FDA finds aspartame study flawed, reaffirms the sweeteners safety

Food & Drink Weekly, May 7, 2007

The Food and Drug Administration (FDA) has found no data to support the conclusion of a 2005 Italian study that the artificial sweetener aspartame causes cancer and will therefore not change its opinion that it is safe for use in drink and food. Aspartame was approved for use as a general purpose sweetener in U.S. food and drink products in 1981.

FDA said that it had completed its own independent review into the findings of the European Ramazzini Foundation, which had found some major shortcomings in the study, including its design, the way it was conducted, reported and interpreted. The foundation's failure to submit all the scientific data that the FDA had requested did however mean it was unable to conduct a full and definitive review. But based on the available data, it concluded that the study was flawed and was insufficient to convince the FDA to change its policy on the product.

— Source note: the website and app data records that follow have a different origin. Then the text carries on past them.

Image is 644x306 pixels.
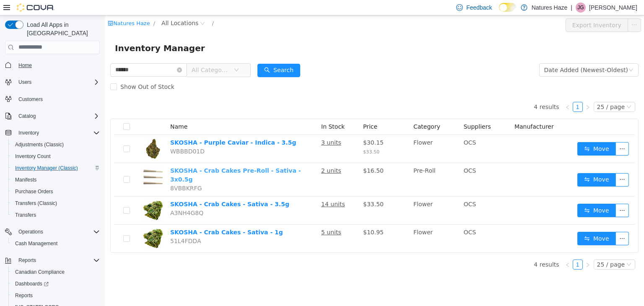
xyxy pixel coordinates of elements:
[12,68,73,74] span: Show Out of Stock
[15,60,100,70] span: Home
[65,194,99,201] span: A3NH4G8Q
[12,163,82,173] a: Inventory Manager (Classic)
[15,77,100,87] span: Users
[458,244,468,254] li: Previous Page
[3,5,9,11] i: icon: shop
[15,240,57,247] span: Cash Management
[65,108,82,115] span: Name
[2,59,103,71] button: Home
[481,89,485,94] i: icon: right
[468,244,478,254] li: 1
[12,267,100,277] span: Canadian Compliance
[15,128,100,138] span: Inventory
[12,238,61,249] a: Cash Management
[359,185,371,192] span: OCS
[12,290,100,301] span: Reports
[18,257,36,264] span: Reports
[9,151,103,162] button: Inventory Count
[15,255,40,265] button: Reports
[18,130,39,136] span: Inventory
[12,163,100,173] span: Inventory Manager (Classic)
[2,110,103,122] button: Catalog
[473,157,511,171] button: icon: swapMove
[3,5,45,11] a: icon: shopNatures Haze
[87,50,125,59] span: All Categories
[493,244,520,253] div: 25 / page
[18,96,43,103] span: Customers
[38,184,59,205] img: SKOSHA - Crab Cakes - Sativa - 3.5g hero shot
[38,123,59,143] img: SKOSHA - Purple Caviar - Indica - 3.5g hero shot
[15,200,57,207] span: Transfers (Classic)
[9,266,103,278] button: Canadian Compliance
[217,213,236,220] u: 5 units
[460,89,466,94] i: icon: left
[65,152,196,167] a: SKOSHA - Crab Cakes Pre-Roll - Sativa - 3x0.5g
[65,213,178,220] a: SKOSHA - Crab Cakes - Sativa - 1g
[468,87,477,96] a: 1
[258,134,275,139] span: $33.50
[468,86,478,96] li: 1
[65,185,184,192] a: SKOSHA - Crab Cakes - Sativa - 3.5g
[217,152,236,159] u: 2 units
[9,139,103,151] button: Adjustments (Classic)
[461,3,523,16] button: Export Inventory
[15,111,39,121] button: Catalog
[12,210,40,220] a: Transfers
[15,188,53,195] span: Purchase Orders
[15,61,35,70] a: Home
[65,124,191,130] a: SKOSHA - Purple Caviar - Indica - 3.5g
[12,175,100,185] span: Manifests
[522,246,527,252] i: icon: down
[511,188,524,201] button: icon: ellipsis
[9,197,103,209] button: Transfers (Classic)
[15,268,65,275] span: Canadian Compliance
[18,79,32,86] span: Users
[15,111,100,121] span: Catalog
[359,213,371,220] span: OCS
[589,3,637,13] p: [PERSON_NAME]
[15,153,51,160] span: Inventory Count
[15,94,100,105] span: Customers
[258,185,279,192] span: $33.50
[107,5,109,11] span: /
[12,140,100,149] span: Adjustments (Classic)
[9,238,103,249] button: Cash Management
[15,128,42,138] button: Inventory
[24,20,100,38] span: Load All Apps in [GEOGRAPHIC_DATA]
[359,152,371,159] span: OCS
[18,228,43,235] span: Operations
[258,152,279,159] span: $16.50
[12,267,68,277] a: Canadian Compliance
[576,3,586,13] div: Janet Gilliver
[2,255,103,266] button: Reports
[12,151,54,161] a: Inventory Count
[473,217,511,230] button: icon: swapMove
[12,278,100,289] span: Dashboards
[460,247,466,252] i: icon: left
[12,198,61,208] a: Transfers (Classic)
[499,3,517,12] input: Dark Mode
[577,3,583,13] span: JG
[359,108,386,115] span: Suppliers
[473,188,511,201] button: icon: swapMove
[9,278,103,290] a: Dashboards
[466,3,492,12] span: Feedback
[12,290,36,301] a: Reports
[523,52,529,58] i: icon: down
[18,113,36,119] span: Catalog
[9,162,103,174] button: Inventory Manager (Classic)
[9,290,103,301] button: Reports
[57,3,94,12] span: All Locations
[72,52,77,57] i: icon: close-circle
[571,3,572,13] p: |
[306,209,356,237] td: Flower
[12,238,100,249] span: Cash Management
[65,222,96,229] span: 51L4FDDA
[511,217,524,230] button: icon: ellipsis
[359,124,371,130] span: OCS
[468,244,477,253] a: 1
[478,86,488,96] li: Next Page
[439,48,523,61] div: Date Added (Newest-Oldest)
[12,210,100,220] span: Transfers
[49,5,50,11] span: /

FDA suggested that additional insight on the study findings could be provided by an internationally-sponsored pathology working group examination of appropriate tissue slides from the study.

A review of the study by the European Food Safety Authority (EFSA) also found the conclusions flawed. Iona Pratt, chair of a group of scientists who reviewed the Ramazzini study for EFSA, said that it did not reveal any evidence that would point to aspartame as a cancer causing agent.